Put three p’s in a pod, and you’ve got a snapshot of Chris Redmond Ford: painter, psychotherapist, philosopher. These components, which spill over into the person, are in dialogue with each other in life and work.
Ford, whose paintings were scheduled to be exhibited at Two Way Brewery last year as part of Beacon Open Studios until the event became a casualty of the pandemic, often paints people she knows or has spent convivial time around. This includes members of the LGBTQ community she says she is proud to be a part of, and residents of New Orleans, where she grew up. But her subjects are just as likely to be someone she’s seen fleetingly on the subway or otherwise in passing.
After earning master’s degrees in psychology and counseling, Ford says she felt limited when trying to put what she had learned to practical use. “It did not resonate in terms of how we live our lives,” she says. She pursued a doctorate in philosophy, with a focus on existential phenomenology, which she describes as “the body of thought that gives language to inwardness and existence.”
That “made sense to me in terms of being a therapist,” she recalls. “Existentialism brings lived experience into the study of philosophy. It’s about how to use consciousness to become aware of what we’re experiencing in the moment. It encourages reflection and letting language come out of the body.”
By the late 1990s she had a psychotherapy practice in New York City and was teaching philosophy at New York University, but felt something was missing. Her partner at the time told her she needed a life outside of work. She stopped teaching and began writing, then painting. In 2007, she began painting full time until she ran out of money, which lasted for about a year.
“Philosophy took me to painting because of looking at things and trying to see them in a way that isn’t preconceived,” she says. “Painting is a way of bringing it alive that feels more primary. Sometimes painting makes me cry because there’s so much of life in the painting; there’s no language for it.”
Besides New Orleans, a frequent subject of her work is LGBTQ life in New York City at spots such as the Chelsea Piers, the now-shuttered bistro Florent and the gay-centric Chelsea coffee shop Big Cup, along with historic touchpoints and sites like Stonewall.
“Queer is a word that I love,” Ford says. “What affected me so much about being queer in New York City is the freedom. I was so touched by it and the variations of human life that could be comfortable in there.”
Ford often works from snapshots. “I’ve never had people sit for paintings,” she says. “I look at photos and decide ‘I want to paint that one,’ but I never take the photo with the intention of painting it later.”
It was only about five years ago that Ford began showing her work publicly. She was encouraged by her partner, a neurologist who works with people with serious movement disorders. “My main concern became, ‘Where are these paintings going to be if I just keep painting in private?’ It has turned out that what’s most fun about getting them out there is the response. I’m just continuing, seeing how it unfolds. I will just keep painting.”
To see more of Ford’s work, visit chrisredmondford.com.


_What you are asked to do_. Search the entries below for the line containing "What do you see at coordinates (513, 102)"; from there to the end, return every line exactly and add nothing.
^^^^
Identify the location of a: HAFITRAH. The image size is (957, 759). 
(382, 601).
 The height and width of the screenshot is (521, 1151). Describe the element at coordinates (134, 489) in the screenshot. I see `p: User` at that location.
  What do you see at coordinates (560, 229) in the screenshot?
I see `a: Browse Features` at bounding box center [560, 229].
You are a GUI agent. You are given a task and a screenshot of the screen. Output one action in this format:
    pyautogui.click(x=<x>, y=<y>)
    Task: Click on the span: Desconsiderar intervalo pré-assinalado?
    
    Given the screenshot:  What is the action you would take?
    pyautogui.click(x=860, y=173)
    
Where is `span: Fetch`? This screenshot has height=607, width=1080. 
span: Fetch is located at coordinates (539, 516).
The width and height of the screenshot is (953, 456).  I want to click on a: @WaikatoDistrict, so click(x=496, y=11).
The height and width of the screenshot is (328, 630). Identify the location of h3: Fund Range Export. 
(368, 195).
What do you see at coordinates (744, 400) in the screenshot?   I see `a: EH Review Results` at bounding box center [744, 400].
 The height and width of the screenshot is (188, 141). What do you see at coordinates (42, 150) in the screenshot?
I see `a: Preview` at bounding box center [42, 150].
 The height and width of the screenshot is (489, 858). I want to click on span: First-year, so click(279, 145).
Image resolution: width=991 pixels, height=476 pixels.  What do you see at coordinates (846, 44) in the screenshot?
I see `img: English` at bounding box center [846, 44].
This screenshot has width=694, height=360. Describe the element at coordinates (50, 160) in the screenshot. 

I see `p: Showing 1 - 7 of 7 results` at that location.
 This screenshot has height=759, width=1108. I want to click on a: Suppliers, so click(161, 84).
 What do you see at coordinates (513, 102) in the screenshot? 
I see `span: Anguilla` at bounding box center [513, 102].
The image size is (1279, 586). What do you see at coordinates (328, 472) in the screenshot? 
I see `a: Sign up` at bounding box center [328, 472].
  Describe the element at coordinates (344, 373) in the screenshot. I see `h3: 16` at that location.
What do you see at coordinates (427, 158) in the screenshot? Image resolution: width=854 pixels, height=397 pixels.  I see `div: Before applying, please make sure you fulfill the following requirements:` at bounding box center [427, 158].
^^^^
_Problem solution_.
 What do you see at coordinates (513, 102) in the screenshot? 
I see `span: Anguilla` at bounding box center [513, 102].
The image size is (1279, 586). What do you see at coordinates (328, 472) in the screenshot? 
I see `a: Sign up` at bounding box center [328, 472].
  Describe the element at coordinates (344, 373) in the screenshot. I see `h3: 16` at that location.
What do you see at coordinates (427, 158) in the screenshot? Image resolution: width=854 pixels, height=397 pixels.  I see `div: Before applying, please make sure you fulfill the following requirements:` at bounding box center [427, 158].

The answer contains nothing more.